But to claim "nature selects the fittest" is far from explaining where the "fittest" come from.
The fittest comes from natural variation.
Take a look around you next time you walk down the street.
Are all people the same height?
Are all people the same weight?
Do all people walk at the same speed?
No, of course not.
Now, if we lived in a world where there was an ever present death field that caused your head to explode, that was placed exactly six feet off the ground, then people who have a height of less than six feet become the fittest to survive.
Likewise, if there was some virus that caused people to implode into a singularity when the reached a weight of exactly 120 pounds, then people who have weights less than 120 pounds become the fittest to survive.
Finally, if there was some ubiquitous predator whose speed was limited to 3m/s that wasn't afraid of cities, then people capable of moving at speeds in excess of 3m/s would become the fittest to survive.
The other thing is, in all three of these scenarios, it's possible to disprove natural selection, because natural selection predicts that because we're eliminating the herditary traits that lead to tall people, heavy people, or slow people (respectively), that those traits should become rare, or extinct. If, however, in a few hundred generations, Holland still had as many people in talled than six feet as they do today, natural selection would be falsified.
The moral of the story is that fitness is determined by environmental pressure acting on natural statistical variation.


• TRY IT: The answer must be every line of the data that holds the word "Private".

• EXERCISE INPUT:
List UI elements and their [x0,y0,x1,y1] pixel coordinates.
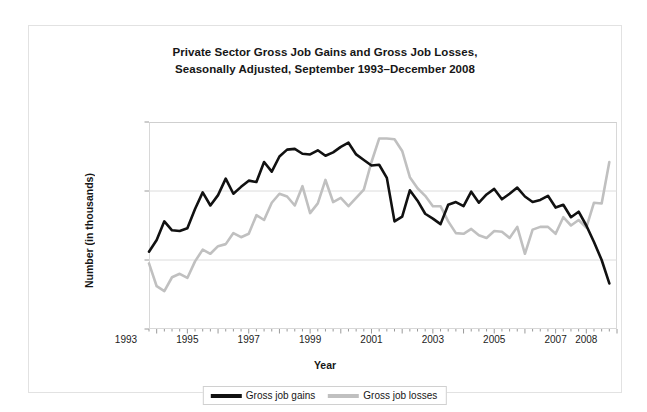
x-tick-label: 2001 [360,334,382,345]
legend-swatch [211,394,242,398]
legend-label: Gross job losses [363,390,437,401]
legend-swatch [328,394,359,398]
x-tick-label: 2005 [483,334,505,345]
x-tick-label: 1993 [115,334,137,345]
figure-frame: Private Sector Gross Job Gains and Gross… [28,25,622,393]
plot-area [149,122,617,329]
series-line-gross-job-gains [149,143,609,284]
x-tick-label: 2007 [544,334,566,345]
x-tick-label: 1995 [176,334,198,345]
x-tick-label: 2003 [422,334,444,345]
legend-item[interactable]: Gross job gains [211,390,315,401]
chart-title: Private Sector Gross Job Gains and Gross… [29,44,621,78]
x-tick-label: 2008 [575,334,597,345]
x-tick-label: 1999 [299,334,321,345]
y-axis-label: Number (in thousands) [81,151,97,311]
x-tick-label: 1997 [238,334,260,345]
legend-item[interactable]: Gross job losses [328,390,437,401]
chart-title-line-1: Private Sector Gross Job Gains and Gross… [29,44,621,61]
chart-canvas [149,122,617,329]
chart-legend: Gross job gainsGross job losses [203,386,447,405]
chart-title-line-2: Seasonally Adjusted, September 1993–Dece… [29,61,621,78]
legend-label: Gross job gains [246,390,315,401]
x-axis-label: Year [29,359,621,371]
series-line-gross-job-losses [149,139,609,291]
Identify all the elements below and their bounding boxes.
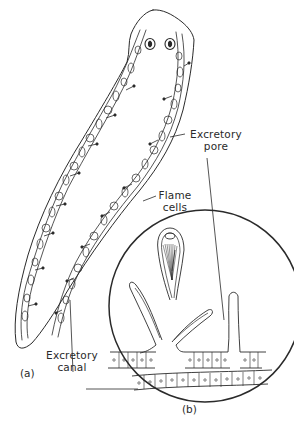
planarian-excretory-diagram: Excretory pore Flame cells Excretory can… <box>0 0 294 424</box>
magnified-detail-circle <box>109 210 294 402</box>
label-excretory-pore: Excretory pore <box>186 128 246 152</box>
leader-excretory-pore <box>170 134 185 137</box>
panel-label-b: (b) <box>182 403 197 415</box>
label-excretory-canal: Excretory canal <box>44 349 100 373</box>
flatworm-body-outline <box>15 10 194 348</box>
label-flame-cells: Flame cells <box>155 189 195 213</box>
panel-label-a: (a) <box>20 367 35 379</box>
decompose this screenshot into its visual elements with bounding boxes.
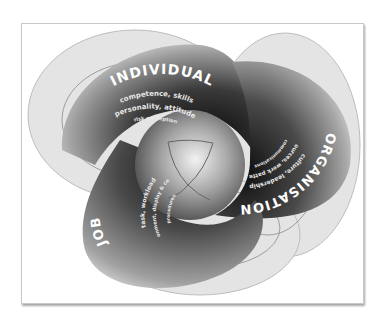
three-ring-diagram: INDIVIDUAL competence, skills personalit… — [0, 0, 380, 326]
center-sphere — [135, 110, 245, 220]
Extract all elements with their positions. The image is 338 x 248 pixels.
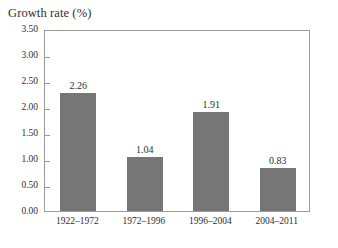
bar: [127, 157, 163, 211]
y-tick-label: 1.50: [2, 129, 38, 139]
y-tick-mark: [45, 135, 50, 136]
y-tick-mark: [45, 57, 50, 58]
y-tick-label: 0.50: [2, 181, 38, 191]
y-tick-label: 1.00: [2, 155, 38, 165]
plot-area: 2.261.041.910.83: [44, 30, 310, 212]
bar-value-label: 1.91: [181, 100, 241, 110]
bar-value-label: 0.83: [248, 156, 308, 166]
bar: [260, 168, 296, 211]
bar-value-label: 2.26: [48, 81, 108, 91]
y-tick-label: 2.50: [2, 77, 38, 87]
y-tick-label: 0.00: [2, 207, 38, 217]
y-tick-mark: [45, 187, 50, 188]
y-tick-label: 3.50: [2, 25, 38, 35]
chart-figure: Growth rate (%) 3.503.002.502.001.501.00…: [0, 0, 338, 248]
y-tick-label: 2.00: [2, 103, 38, 113]
bar: [193, 112, 229, 211]
bar: [60, 93, 96, 211]
x-tick-label: 2004–2011: [237, 216, 317, 227]
bar-value-label: 1.04: [115, 145, 175, 155]
y-tick-label: 3.00: [2, 51, 38, 61]
y-tick-mark: [45, 161, 50, 162]
x-axis: 1922–19721972–19961996–20042004–2011: [44, 216, 310, 236]
y-tick-mark: [45, 109, 50, 110]
y-axis: 3.503.002.502.001.501.000.500.00: [0, 0, 42, 248]
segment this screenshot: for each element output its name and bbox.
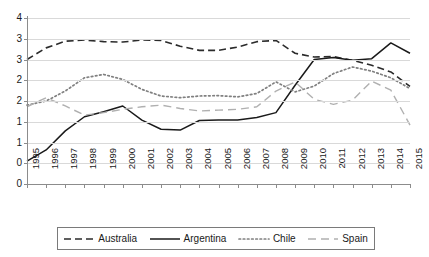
- x-axis-tick-label: 2001: [146, 148, 156, 188]
- x-axis-tick-mark: [391, 185, 392, 188]
- x-axis-tick-mark: [333, 185, 334, 188]
- x-axis-tick-label: 2004: [203, 148, 213, 188]
- x-axis-tick-mark: [84, 185, 85, 188]
- y-axis-tick-label: 0: [2, 179, 22, 189]
- x-axis-tick-label: 2012: [357, 148, 367, 188]
- x-axis-tick-label: 1995: [31, 148, 41, 188]
- x-axis-tick-label: 2006: [242, 148, 252, 188]
- line-chart: 433221100 199519961997199819992000200120…: [0, 0, 429, 257]
- x-axis-tick-label: 2014: [395, 148, 405, 188]
- y-axis-tick-label: 2: [2, 96, 22, 106]
- x-axis-tick-label: 2013: [376, 148, 386, 188]
- x-axis-tick-label: 2000: [127, 148, 137, 188]
- x-axis-tick-label: 2007: [261, 148, 271, 188]
- x-axis-tick-mark: [104, 185, 105, 188]
- x-axis-tick-mark: [142, 185, 143, 188]
- x-axis-tick-label: 2010: [318, 148, 328, 188]
- legend-swatch-chile: [239, 235, 269, 243]
- x-axis-tick-label: 2003: [184, 148, 194, 188]
- y-axis-tick-label: 1: [2, 138, 22, 148]
- x-axis-tick-label: 2011: [337, 148, 347, 188]
- y-axis-tick-label: 2: [2, 75, 22, 85]
- y-axis-tick-mark: [24, 39, 27, 40]
- legend-label: Australia: [98, 234, 137, 244]
- x-axis-tick-label: 2015: [414, 148, 424, 188]
- x-axis-tick-mark: [199, 185, 200, 188]
- y-axis-tick-mark: [24, 60, 27, 61]
- x-axis-tick-mark: [123, 185, 124, 188]
- x-axis-tick-mark: [257, 185, 258, 188]
- y-axis-tick-label: 0: [2, 158, 22, 168]
- y-axis-tick-label: 4: [2, 13, 22, 23]
- x-axis-tick-mark: [353, 185, 354, 188]
- x-axis-tick-label: 2002: [165, 148, 175, 188]
- x-axis-tick-label: 2005: [223, 148, 233, 188]
- legend-item-spain[interactable]: Spain: [308, 234, 368, 244]
- x-axis-tick-label: 2008: [280, 148, 290, 188]
- legend-label: Argentina: [184, 234, 227, 244]
- x-axis-tick-mark: [46, 185, 47, 188]
- x-axis-tick-mark: [161, 185, 162, 188]
- x-axis-tick-mark: [314, 185, 315, 188]
- legend-swatch-spain: [308, 235, 338, 243]
- chart-legend: AustraliaArgentinaChileSpain: [57, 227, 375, 250]
- x-axis-tick-mark: [219, 185, 220, 188]
- legend-label: Chile: [273, 234, 296, 244]
- legend-item-australia[interactable]: Australia: [64, 234, 137, 244]
- y-axis-tick-label: 1: [2, 117, 22, 127]
- legend-label: Spain: [342, 234, 368, 244]
- y-axis-tick-mark: [24, 143, 27, 144]
- y-axis-tick-mark: [24, 101, 27, 102]
- legend-item-argentina[interactable]: Argentina: [150, 234, 227, 244]
- x-axis-tick-label: 2009: [299, 148, 309, 188]
- x-axis-tick-mark: [276, 185, 277, 188]
- x-axis-tick-label: 1996: [50, 148, 60, 188]
- y-axis-tick-mark: [24, 18, 27, 19]
- y-axis-tick-labels: 433221100: [0, 0, 429, 257]
- x-axis-tick-mark: [238, 185, 239, 188]
- x-axis-tick-label: 1998: [88, 148, 98, 188]
- x-axis-tick-mark: [27, 185, 28, 188]
- x-axis-tick-mark: [295, 185, 296, 188]
- y-axis-tick-mark: [24, 80, 27, 81]
- legend-swatch-argentina: [150, 235, 180, 243]
- x-axis-tick-mark: [65, 185, 66, 188]
- x-axis-tick-mark: [372, 185, 373, 188]
- x-axis-tick-mark: [410, 185, 411, 188]
- x-axis-tick-mark: [180, 185, 181, 188]
- legend-item-chile[interactable]: Chile: [239, 234, 296, 244]
- x-axis-tick-label: 1997: [69, 148, 79, 188]
- y-axis-tick-label: 3: [2, 34, 22, 44]
- x-axis-tick-label: 1999: [108, 148, 118, 188]
- legend-swatch-australia: [64, 235, 94, 243]
- y-axis-tick-label: 3: [2, 55, 22, 65]
- y-axis-tick-mark: [24, 163, 27, 164]
- y-axis-tick-mark: [24, 122, 27, 123]
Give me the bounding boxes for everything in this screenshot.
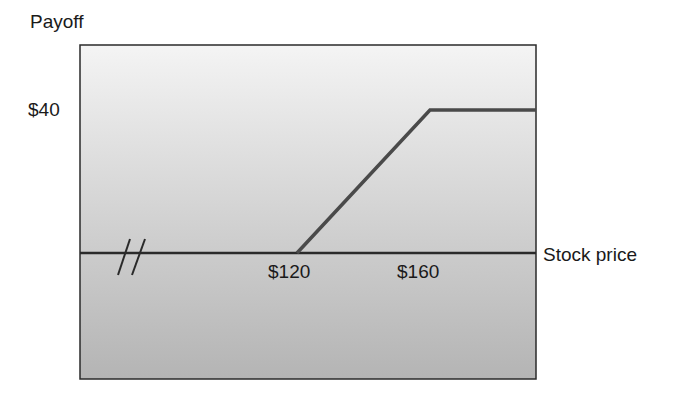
y-axis-label: Payoff (30, 12, 84, 31)
chart-plot (0, 0, 695, 401)
x-axis-label: Stock price (543, 245, 637, 264)
x-tick-label-160: $160 (397, 262, 439, 281)
x-tick-label-120: $120 (268, 262, 310, 281)
plot-area (80, 45, 536, 379)
y-tick-label-40: $40 (28, 100, 60, 119)
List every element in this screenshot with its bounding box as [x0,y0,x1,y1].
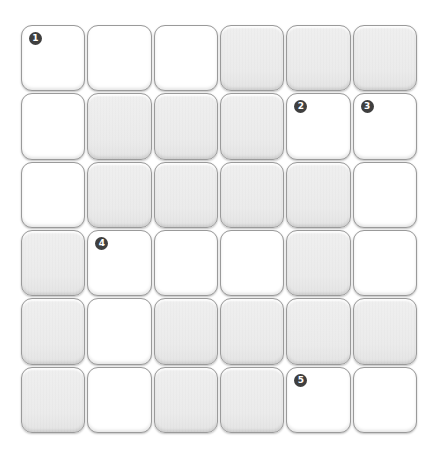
grid-cell[interactable] [87,298,151,364]
blocked-cell [286,25,350,91]
grid-cell[interactable]: 2 [286,93,350,159]
blocked-cell [21,298,85,364]
grid-cell[interactable] [220,230,284,296]
clue-number-badge: 3 [361,100,374,113]
blocked-cell [154,367,218,433]
grid-cell[interactable] [87,367,151,433]
grid-cell[interactable] [154,230,218,296]
grid-cell[interactable] [353,367,417,433]
blocked-cell [286,298,350,364]
clue-number-badge: 1 [29,32,42,45]
blocked-cell [21,230,85,296]
blocked-cell [154,162,218,228]
puzzle-grid: 12345 [20,24,418,434]
grid-cell[interactable] [353,162,417,228]
blocked-cell [154,93,218,159]
blocked-cell [286,162,350,228]
blocked-cell [220,93,284,159]
blocked-cell [220,25,284,91]
blocked-cell [220,367,284,433]
clue-number-badge: 4 [95,237,108,250]
grid-cell[interactable] [87,25,151,91]
blocked-cell [220,162,284,228]
grid-cell[interactable]: 3 [353,93,417,159]
grid-cell[interactable] [154,25,218,91]
blocked-cell [87,162,151,228]
blocked-cell [87,93,151,159]
blocked-cell [286,230,350,296]
blocked-cell [21,367,85,433]
blocked-cell [353,25,417,91]
blocked-cell [220,298,284,364]
clue-number-badge: 2 [294,100,307,113]
grid-cell[interactable] [353,230,417,296]
grid-cell[interactable] [21,162,85,228]
grid-cell[interactable]: 5 [286,367,350,433]
grid-cell[interactable]: 4 [87,230,151,296]
blocked-cell [353,298,417,364]
grid-cell[interactable] [21,93,85,159]
grid-cell[interactable]: 1 [21,25,85,91]
clue-number-badge: 5 [294,374,307,387]
blocked-cell [154,298,218,364]
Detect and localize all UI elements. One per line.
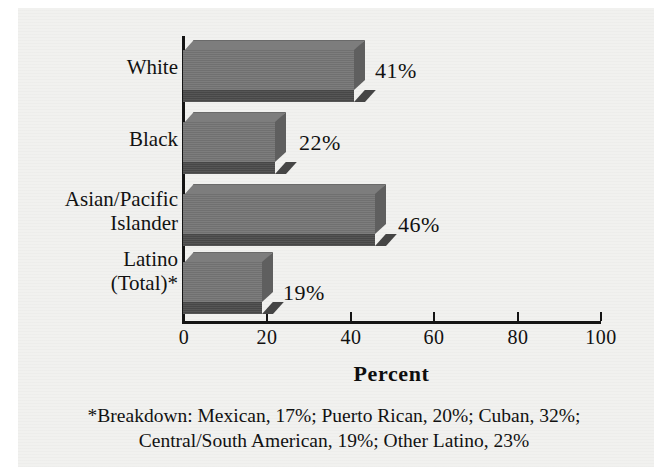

• TASK SOLUTION:
figure-frame: Private Sector Gross Job Gains and Gross… [28,25,622,393]
chart-title: Private Sector Gross Job Gains and Gross… [29,44,621,78]
chart-title-line-1: Private Sector Gross Job Gains and Gross… [29,44,621,61]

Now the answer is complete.